Christians in eastern Oregon fight for a safe climate as a human — and moral — right.

Posted inJanuary 1, 2024: January 2024

How kung-fu heroes can grow our climate consciousness

by Jenny Liou January 1, 2024January 31, 2024

‘It’s an intentional alignment with a certain kind of underground resistance.’

“The Beginning of the End” is a quilt by Diné quiltmaker, Susan Hudson, which speaks to the legacy of Indian boarding schools in the United States and Canada (where they are known as “residential schools”).
Posted inArticles

Washington works to reconcile its history of Indigenous boarding schools

by Shana Lombard December 12, 2023January 31, 2024

An all-Indigenous committee will identify the state’s responsibility of rectifying harm caused to boarding school survivors and their descendants.
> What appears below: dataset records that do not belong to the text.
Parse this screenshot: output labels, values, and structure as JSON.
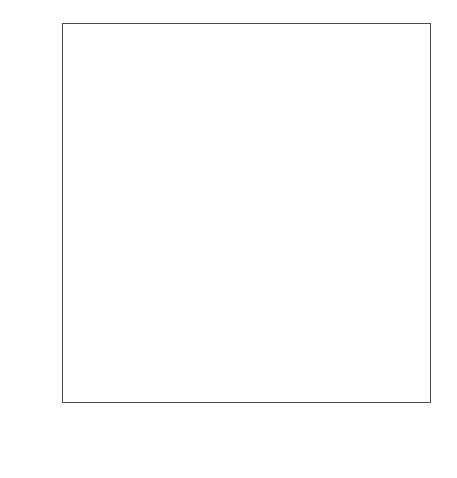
{
  "chart_data": {
    "type": "scatter",
    "title": "",
    "subtitle": "",
    "xlabel": "Normal Percentiles",
    "ylabel": "RESIDUAL",
    "ylabel_letters": [
      "R",
      "E",
      "S",
      "I",
      "D",
      "U",
      "A",
      "L"
    ],
    "x_tick_labels": [
      "1",
      "5",
      "10",
      "25",
      "50",
      "75",
      "90",
      "95",
      "99"
    ],
    "x_tick_values": [
      1,
      5,
      10,
      25,
      50,
      75,
      90,
      95,
      99
    ],
    "x_tick_px": [
      70,
      122,
      154,
      197,
      253,
      303,
      348,
      380,
      428
    ],
    "y_tick_labels": [
      "30",
      "20",
      "10",
      "0",
      "-10",
      "-20",
      "-30"
    ],
    "y_tick_values": [
      30,
      20,
      10,
      0,
      -10,
      -20,
      -30
    ],
    "ylim": [
      -32.5,
      32.5
    ],
    "xlim_percentile": [
      0.5,
      99.5
    ],
    "grid": false,
    "legend": "none",
    "marker": "plus",
    "marker_color": "#111111",
    "frame_color": "#4a4a4a",
    "background": "#ffffff",
    "n_points": 40,
    "points": [
      {
        "percentile": 2.0,
        "residual": -22.4
      },
      {
        "percentile": 5.2,
        "residual": -14.9
      },
      {
        "percentile": 8.3,
        "residual": -12.4
      },
      {
        "percentile": 10.8,
        "residual": -10.0
      },
      {
        "percentile": 13.5,
        "residual": -10.0
      },
      {
        "percentile": 16.0,
        "residual": -7.5
      },
      {
        "percentile": 17.8,
        "residual": -7.5
      },
      {
        "percentile": 22.5,
        "residual": -7.5
      },
      {
        "percentile": 24.6,
        "residual": -7.5
      },
      {
        "percentile": 28.2,
        "residual": -5.0
      },
      {
        "percentile": 30.4,
        "residual": -5.0
      },
      {
        "percentile": 32.4,
        "residual": -5.0
      },
      {
        "percentile": 34.5,
        "residual": -5.0
      },
      {
        "percentile": 36.7,
        "residual": -5.0
      },
      {
        "percentile": 39.2,
        "residual": -5.0
      },
      {
        "percentile": 42.4,
        "residual": -2.5
      },
      {
        "percentile": 44.7,
        "residual": -2.5
      },
      {
        "percentile": 47.5,
        "residual": -2.5
      },
      {
        "percentile": 51.5,
        "residual": 0.0
      },
      {
        "percentile": 54.0,
        "residual": 2.5
      },
      {
        "percentile": 55.8,
        "residual": 2.5
      },
      {
        "percentile": 58.3,
        "residual": 2.5
      },
      {
        "percentile": 63.2,
        "residual": 5.0
      },
      {
        "percentile": 65.3,
        "residual": 5.0
      },
      {
        "percentile": 67.5,
        "residual": 5.0
      },
      {
        "percentile": 72.8,
        "residual": 7.5
      },
      {
        "percentile": 75.0,
        "residual": 7.5
      },
      {
        "percentile": 77.2,
        "residual": 7.5
      },
      {
        "percentile": 84.5,
        "residual": 10.0
      },
      {
        "percentile": 86.0,
        "residual": 10.0
      },
      {
        "percentile": 88.4,
        "residual": 12.5
      },
      {
        "percentile": 90.4,
        "residual": 12.5
      },
      {
        "percentile": 93.0,
        "residual": 15.0
      },
      {
        "percentile": 95.2,
        "residual": 15.0
      },
      {
        "percentile": 97.8,
        "residual": 19.8
      }
    ]
  }
}
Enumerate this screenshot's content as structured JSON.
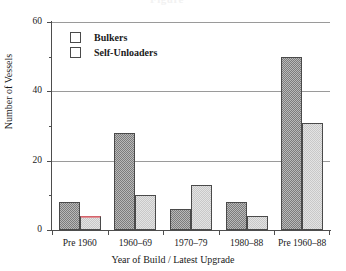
{
  "figure": {
    "ghost_title": "Figure",
    "background": "#ffffff"
  },
  "legend": {
    "position": "inside-top-left",
    "items": [
      {
        "label": "Bulkers",
        "swatch": "dark-hatched-swatch",
        "color": "#8a8a8a"
      },
      {
        "label": "Self-Unloaders",
        "swatch": "light-hatched-swatch",
        "color": "#dcdcdc"
      }
    ]
  },
  "axes": {
    "y": {
      "title": "Number of Vessels",
      "ticks": [
        "0",
        "20",
        "40",
        "60"
      ],
      "minor_ticks": [
        "10",
        "30",
        "50"
      ]
    },
    "x": {
      "title": "Year of Build / Latest Upgrade",
      "categories": [
        "Pre 1960",
        "1960–69",
        "1970–79",
        "1980–88",
        "Pre 1960–88"
      ]
    }
  },
  "chart_data": {
    "type": "bar",
    "title": "",
    "xlabel": "Year of Build / Latest Upgrade",
    "ylabel": "Number of Vessels",
    "categories": [
      "Pre 1960",
      "1960–69",
      "1970–79",
      "1980–88",
      "Pre 1960–88"
    ],
    "series": [
      {
        "name": "Bulkers",
        "values": [
          8,
          28,
          6,
          8,
          50
        ],
        "color": "#8a8a8a"
      },
      {
        "name": "Self-Unloaders",
        "values": [
          4,
          10,
          13,
          4,
          31
        ],
        "color": "#dcdcdc"
      }
    ],
    "ylim": [
      0,
      60
    ],
    "ytick_interval": 20,
    "yminor_tick_interval": 10,
    "grid": "horizontal-major-only",
    "legend_position": "upper left inside plot",
    "annotations": [
      {
        "note": "red top edge on Self-Unloaders bar of category 'Pre 1960'",
        "color": "#d4636b"
      }
    ]
  }
}
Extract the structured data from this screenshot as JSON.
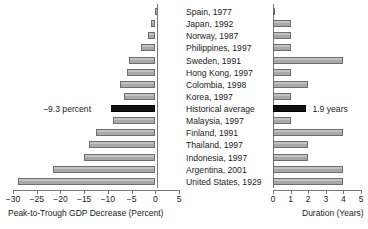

The author casts for trout with this tenkara rod on a creek in southcentral Alaska.
Posted inArticles

An angler goes ever farther upstream with tenkara

by Matthew Komatsu December 4, 2023January 31, 2024

How a centuries-old Japanese method of fly-fishing awoke a strong connection to hāfu lineage.

Posted inDecember 1, 2023: December 2023

North Denver’s green space paradox

by Raksha Vasudevan December 1, 2023February 1, 2024

Will a billion-dollar infrastructure project heal a Colorado community — or displace its residents?

Posted inDecember 1, 2023: December 2023

How the New Mexico whiptail became a gay icon

by Miles W. Griffis November 27, 2023February 1, 2024

All members of the lizard species are female and reproduce asexually through a process called parthenogenesis.

An artist’s rendering showing one possible location for the chorizo shaped sculpture that will honor Tucson's shared Mexican and Chinese heritage.
Posted inArticles

A sausage fusing Chinese and Mexican cultures is spicing up Tucson

by Reia Li November 16, 2023January 31, 2024

The Chinese Chorizo Festival is excavating buried histories of immigrant solidarity.

Freeskier Lily Bradley in the new ski film, “People Like Us.”
Posted inArticles

Pro skier Lily Bradley disrupts mountain culture in new queer ski film

by Ollie Hancock November 2, 2023January 31, 2024

In ‘People Like Us,’ LGBTQ+ skiers take center stage.

Posted inNovember 1, 2023: November 1, 2023

Beauty is always bigger than the pain

by Laureli Ivanoff November 1, 2023January 24, 2024

A writer finds what she needs on a snowy walk through a cherished and familiar landscape.

Infrastructure on the Akiuk side of Kasigluk, Alaska, is surrounded by water and vulnerable to flooding, permafrost thaw  and erosion.
Posted inNovember 1, 2023: November 1, 2023

Kasigluk endures the many challenges of thawing permafrost

by Katie Basile November 1, 2023January 24, 2024

Residents of the Alaska village maintain community in the face of climate change.

Posted inNovember 1, 2023: November 1, 2023

What Montana’s independent ranchers need to survive: customers

by Susan Shain October 31, 2023February 22, 2024

Small-scale processing is on the rise, but ranchers still need buyers’ buy-in.